Richardson! Thanks for another excellent column. Did you read my Answerman piece on MACROSS? Big West also responded to my enquiries, but I didn’t really get a definitive answer on when it will be available on Disney+ in the USA. 🤷♂️
It is worth noting that only 20 territories currently have MACROSS on their Disney+ avails. I wonder what the hold up is?
Is Three Body Problem becoming China’s new “Monkey King”? The books have been adapted up the wazoo. There’s bountiful, appallingly animated adaptations available on TenCent, mediocre live action movies and a really shit Netflix series from the creators of Game of Thrones. It seems that every quarter there’s some adaptation being announced. It’s a yawn fest. 🥱
I think the Jpop producer has a point. Hitching Japanese Pop and rock artists fortunes to anime and the global fandom is likely a good place to start, but it shouldn’t be the only promotional tool in an artist’s arsenal. Anime fans are not high value enough to sustain a large scale touring artist.

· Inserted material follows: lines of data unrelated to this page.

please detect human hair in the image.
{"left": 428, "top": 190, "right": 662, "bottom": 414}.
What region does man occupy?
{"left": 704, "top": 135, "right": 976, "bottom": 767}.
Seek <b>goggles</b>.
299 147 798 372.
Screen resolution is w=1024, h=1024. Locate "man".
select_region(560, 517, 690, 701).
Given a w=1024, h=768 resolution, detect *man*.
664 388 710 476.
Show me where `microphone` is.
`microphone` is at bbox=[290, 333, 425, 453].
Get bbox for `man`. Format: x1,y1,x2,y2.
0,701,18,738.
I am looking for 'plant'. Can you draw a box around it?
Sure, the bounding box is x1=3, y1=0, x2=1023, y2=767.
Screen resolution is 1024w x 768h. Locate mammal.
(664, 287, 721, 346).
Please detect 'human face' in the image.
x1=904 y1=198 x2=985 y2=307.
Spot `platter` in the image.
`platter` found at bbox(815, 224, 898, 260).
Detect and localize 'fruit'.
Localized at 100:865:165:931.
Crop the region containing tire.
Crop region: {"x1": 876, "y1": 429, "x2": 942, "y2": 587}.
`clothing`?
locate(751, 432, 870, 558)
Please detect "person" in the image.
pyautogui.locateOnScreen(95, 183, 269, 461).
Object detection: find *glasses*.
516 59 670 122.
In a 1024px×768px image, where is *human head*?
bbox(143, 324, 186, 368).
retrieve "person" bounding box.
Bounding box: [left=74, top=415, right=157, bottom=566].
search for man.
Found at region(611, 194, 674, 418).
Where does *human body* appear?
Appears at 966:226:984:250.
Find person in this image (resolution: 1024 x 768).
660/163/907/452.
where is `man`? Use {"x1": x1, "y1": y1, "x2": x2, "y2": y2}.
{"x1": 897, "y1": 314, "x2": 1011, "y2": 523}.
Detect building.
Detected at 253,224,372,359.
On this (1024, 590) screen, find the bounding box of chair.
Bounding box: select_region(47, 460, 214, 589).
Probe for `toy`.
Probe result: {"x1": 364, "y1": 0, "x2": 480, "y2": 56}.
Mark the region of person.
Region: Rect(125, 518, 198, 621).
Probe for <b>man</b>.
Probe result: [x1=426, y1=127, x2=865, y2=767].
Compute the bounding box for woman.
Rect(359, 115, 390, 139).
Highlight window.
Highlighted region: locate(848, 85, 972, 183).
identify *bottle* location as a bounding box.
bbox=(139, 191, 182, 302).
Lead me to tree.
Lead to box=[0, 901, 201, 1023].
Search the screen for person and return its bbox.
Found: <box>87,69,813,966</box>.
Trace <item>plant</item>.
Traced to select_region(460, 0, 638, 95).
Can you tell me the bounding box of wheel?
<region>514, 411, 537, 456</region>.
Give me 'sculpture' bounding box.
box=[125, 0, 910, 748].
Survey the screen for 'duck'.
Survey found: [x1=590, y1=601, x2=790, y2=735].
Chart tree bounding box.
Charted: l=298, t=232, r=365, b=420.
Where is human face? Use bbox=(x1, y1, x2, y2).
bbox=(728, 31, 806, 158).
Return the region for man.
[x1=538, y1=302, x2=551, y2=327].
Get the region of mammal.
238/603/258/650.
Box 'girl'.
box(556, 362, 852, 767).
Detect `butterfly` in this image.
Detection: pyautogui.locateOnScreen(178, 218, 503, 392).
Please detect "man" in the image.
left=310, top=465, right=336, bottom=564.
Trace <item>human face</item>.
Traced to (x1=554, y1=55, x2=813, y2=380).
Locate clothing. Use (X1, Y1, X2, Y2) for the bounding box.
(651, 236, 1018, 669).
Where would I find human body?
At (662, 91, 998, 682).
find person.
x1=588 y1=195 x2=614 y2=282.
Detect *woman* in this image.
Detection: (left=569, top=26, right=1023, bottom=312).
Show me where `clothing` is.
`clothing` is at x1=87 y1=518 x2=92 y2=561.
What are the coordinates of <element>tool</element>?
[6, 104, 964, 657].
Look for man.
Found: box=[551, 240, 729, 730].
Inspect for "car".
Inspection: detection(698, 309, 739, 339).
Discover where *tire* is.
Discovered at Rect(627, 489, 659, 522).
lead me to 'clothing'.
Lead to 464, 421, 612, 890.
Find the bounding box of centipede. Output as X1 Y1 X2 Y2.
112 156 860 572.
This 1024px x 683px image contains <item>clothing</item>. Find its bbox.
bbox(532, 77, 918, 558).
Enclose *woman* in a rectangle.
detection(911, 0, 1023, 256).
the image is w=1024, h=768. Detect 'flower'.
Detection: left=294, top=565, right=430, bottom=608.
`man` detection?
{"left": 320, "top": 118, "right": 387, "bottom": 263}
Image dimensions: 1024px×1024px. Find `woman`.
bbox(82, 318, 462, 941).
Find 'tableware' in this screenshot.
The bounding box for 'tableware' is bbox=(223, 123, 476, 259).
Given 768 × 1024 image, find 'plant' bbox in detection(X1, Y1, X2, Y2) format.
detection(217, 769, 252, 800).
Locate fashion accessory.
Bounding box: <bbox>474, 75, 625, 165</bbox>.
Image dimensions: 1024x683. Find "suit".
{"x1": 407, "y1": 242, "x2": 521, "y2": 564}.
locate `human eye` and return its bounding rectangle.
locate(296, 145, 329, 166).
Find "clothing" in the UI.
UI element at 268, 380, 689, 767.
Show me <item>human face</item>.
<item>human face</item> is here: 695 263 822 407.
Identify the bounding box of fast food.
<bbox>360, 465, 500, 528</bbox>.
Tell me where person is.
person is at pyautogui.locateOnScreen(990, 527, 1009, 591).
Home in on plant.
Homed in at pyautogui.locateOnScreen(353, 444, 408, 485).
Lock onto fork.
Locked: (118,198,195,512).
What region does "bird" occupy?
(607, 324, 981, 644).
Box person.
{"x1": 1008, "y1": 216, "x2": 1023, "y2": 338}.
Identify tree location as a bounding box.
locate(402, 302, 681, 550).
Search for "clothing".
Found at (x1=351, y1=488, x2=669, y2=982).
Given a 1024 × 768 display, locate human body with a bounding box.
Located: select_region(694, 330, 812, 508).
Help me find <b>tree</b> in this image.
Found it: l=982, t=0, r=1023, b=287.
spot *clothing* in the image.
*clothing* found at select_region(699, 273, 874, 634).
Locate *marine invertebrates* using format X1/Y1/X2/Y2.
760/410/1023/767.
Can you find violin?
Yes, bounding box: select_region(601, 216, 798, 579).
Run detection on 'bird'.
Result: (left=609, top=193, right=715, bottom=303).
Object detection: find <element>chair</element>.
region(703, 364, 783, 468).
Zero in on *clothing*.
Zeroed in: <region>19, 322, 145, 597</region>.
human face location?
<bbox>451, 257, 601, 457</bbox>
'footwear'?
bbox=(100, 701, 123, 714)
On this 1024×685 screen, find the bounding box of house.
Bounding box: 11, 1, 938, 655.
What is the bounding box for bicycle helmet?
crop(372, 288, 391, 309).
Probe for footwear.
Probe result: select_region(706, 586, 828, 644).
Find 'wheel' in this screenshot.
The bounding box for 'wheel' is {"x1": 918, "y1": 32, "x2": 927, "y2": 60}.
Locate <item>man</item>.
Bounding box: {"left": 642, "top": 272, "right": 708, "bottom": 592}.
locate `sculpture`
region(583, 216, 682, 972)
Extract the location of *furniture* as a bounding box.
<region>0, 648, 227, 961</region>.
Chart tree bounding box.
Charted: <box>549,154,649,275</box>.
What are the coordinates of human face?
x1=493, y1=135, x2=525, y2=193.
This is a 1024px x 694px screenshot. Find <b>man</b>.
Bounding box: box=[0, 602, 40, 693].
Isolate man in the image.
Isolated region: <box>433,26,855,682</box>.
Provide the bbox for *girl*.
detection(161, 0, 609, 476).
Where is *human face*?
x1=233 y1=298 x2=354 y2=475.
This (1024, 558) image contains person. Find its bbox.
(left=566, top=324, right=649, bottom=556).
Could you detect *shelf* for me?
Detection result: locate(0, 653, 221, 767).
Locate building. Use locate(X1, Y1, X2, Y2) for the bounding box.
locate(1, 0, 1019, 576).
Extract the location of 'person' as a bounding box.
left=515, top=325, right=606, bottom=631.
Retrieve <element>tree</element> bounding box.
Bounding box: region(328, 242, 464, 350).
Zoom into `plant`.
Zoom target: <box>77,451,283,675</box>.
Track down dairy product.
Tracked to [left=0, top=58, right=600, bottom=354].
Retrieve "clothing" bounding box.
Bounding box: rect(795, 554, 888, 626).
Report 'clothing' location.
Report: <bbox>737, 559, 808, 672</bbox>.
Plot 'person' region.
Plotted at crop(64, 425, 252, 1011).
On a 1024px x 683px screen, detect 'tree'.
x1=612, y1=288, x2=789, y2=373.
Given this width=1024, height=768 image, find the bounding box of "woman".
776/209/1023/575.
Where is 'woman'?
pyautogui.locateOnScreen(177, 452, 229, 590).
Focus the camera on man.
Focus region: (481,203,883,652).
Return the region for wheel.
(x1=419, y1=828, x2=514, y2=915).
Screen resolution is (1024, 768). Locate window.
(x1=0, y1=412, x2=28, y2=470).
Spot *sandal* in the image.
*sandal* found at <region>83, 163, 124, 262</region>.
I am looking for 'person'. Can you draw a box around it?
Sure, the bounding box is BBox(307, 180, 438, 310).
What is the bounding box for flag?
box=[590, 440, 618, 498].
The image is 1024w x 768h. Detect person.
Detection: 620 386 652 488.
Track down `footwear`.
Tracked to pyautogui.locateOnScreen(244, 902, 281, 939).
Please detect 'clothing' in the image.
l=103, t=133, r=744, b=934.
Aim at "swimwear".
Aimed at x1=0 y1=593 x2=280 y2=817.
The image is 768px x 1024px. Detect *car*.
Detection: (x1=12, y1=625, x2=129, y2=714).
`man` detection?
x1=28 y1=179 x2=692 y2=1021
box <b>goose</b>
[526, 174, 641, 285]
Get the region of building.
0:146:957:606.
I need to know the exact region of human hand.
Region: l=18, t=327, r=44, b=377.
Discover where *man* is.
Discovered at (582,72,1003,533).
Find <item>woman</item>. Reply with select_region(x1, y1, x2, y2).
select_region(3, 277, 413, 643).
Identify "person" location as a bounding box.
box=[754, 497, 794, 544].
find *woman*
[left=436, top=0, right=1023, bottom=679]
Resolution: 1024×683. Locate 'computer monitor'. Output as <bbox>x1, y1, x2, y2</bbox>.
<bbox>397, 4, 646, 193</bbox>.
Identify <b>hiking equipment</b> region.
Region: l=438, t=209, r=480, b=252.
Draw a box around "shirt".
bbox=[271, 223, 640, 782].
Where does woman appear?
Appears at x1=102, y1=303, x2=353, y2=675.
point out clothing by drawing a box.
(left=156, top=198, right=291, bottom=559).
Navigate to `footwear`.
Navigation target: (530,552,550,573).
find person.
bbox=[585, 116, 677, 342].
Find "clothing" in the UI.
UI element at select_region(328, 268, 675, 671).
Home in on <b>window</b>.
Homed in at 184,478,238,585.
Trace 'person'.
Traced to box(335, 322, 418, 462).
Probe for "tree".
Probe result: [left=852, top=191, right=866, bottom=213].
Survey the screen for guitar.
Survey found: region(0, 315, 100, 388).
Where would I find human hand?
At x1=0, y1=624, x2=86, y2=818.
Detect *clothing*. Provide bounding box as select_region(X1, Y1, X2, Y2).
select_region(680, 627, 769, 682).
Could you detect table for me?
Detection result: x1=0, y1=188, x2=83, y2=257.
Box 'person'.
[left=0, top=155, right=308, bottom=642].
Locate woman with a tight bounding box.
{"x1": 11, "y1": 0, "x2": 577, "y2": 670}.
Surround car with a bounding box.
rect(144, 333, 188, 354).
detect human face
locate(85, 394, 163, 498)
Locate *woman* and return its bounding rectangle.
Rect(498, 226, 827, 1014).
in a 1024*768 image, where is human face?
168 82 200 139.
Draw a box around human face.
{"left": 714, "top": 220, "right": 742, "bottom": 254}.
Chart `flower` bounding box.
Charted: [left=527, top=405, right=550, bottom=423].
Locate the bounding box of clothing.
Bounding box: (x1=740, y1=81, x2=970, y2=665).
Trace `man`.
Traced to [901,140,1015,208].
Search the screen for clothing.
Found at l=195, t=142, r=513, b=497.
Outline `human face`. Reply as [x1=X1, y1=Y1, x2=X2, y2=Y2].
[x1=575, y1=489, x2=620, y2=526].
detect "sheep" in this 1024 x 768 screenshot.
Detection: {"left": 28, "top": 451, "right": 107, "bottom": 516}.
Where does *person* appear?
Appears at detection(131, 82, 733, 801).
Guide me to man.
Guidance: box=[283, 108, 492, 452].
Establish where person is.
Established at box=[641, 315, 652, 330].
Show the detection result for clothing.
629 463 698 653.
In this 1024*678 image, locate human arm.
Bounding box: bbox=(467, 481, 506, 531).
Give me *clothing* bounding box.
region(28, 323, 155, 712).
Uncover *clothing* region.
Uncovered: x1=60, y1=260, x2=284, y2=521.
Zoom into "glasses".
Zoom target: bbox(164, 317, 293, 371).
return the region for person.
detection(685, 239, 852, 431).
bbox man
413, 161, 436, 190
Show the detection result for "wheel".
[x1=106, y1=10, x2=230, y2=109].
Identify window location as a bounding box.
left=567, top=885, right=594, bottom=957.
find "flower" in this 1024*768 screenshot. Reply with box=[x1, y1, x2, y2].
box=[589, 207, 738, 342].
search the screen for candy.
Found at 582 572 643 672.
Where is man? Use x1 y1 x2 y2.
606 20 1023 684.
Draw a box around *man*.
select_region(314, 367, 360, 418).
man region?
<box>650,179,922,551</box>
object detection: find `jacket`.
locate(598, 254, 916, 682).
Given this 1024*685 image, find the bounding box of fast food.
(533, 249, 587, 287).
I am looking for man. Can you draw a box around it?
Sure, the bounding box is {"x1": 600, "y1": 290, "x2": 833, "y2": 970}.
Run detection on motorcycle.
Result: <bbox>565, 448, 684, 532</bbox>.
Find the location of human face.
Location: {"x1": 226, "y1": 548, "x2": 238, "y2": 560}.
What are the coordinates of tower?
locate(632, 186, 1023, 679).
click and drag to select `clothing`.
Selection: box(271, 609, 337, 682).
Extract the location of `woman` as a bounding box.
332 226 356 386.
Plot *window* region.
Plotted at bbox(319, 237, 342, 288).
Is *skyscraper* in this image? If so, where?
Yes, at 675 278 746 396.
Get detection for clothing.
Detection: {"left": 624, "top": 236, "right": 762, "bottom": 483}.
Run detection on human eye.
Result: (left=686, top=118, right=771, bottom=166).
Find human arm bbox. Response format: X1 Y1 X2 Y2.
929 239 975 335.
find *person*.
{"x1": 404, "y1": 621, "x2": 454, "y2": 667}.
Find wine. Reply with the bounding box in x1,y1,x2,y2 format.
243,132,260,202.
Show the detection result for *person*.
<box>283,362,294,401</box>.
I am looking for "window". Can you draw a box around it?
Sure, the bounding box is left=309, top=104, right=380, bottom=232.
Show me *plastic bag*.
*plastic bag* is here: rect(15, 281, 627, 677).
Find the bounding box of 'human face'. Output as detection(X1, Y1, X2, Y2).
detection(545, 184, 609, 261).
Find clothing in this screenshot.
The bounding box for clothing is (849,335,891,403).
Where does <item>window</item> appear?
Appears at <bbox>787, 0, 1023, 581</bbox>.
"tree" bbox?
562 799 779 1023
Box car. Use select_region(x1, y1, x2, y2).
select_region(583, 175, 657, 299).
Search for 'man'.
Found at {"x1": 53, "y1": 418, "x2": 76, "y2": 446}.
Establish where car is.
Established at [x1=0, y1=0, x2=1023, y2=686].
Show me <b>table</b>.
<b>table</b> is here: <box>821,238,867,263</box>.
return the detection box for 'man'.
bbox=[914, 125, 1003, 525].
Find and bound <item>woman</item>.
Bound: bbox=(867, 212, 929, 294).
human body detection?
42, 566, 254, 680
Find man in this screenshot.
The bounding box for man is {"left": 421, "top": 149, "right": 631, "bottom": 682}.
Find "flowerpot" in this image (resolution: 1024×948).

I had a VTuber agency complain to me that anime fans simply don’t bring in enough income for their live concert business and they were hoping to expand their offering into classic rock IP in the same way the team behind ANNA Voyage have done.
I always thought anime fandom was a very decent average annual spend consumers when compared to general entertainment consumers, but that may not be satisfactory enough for those investing in premium entertainment experiences.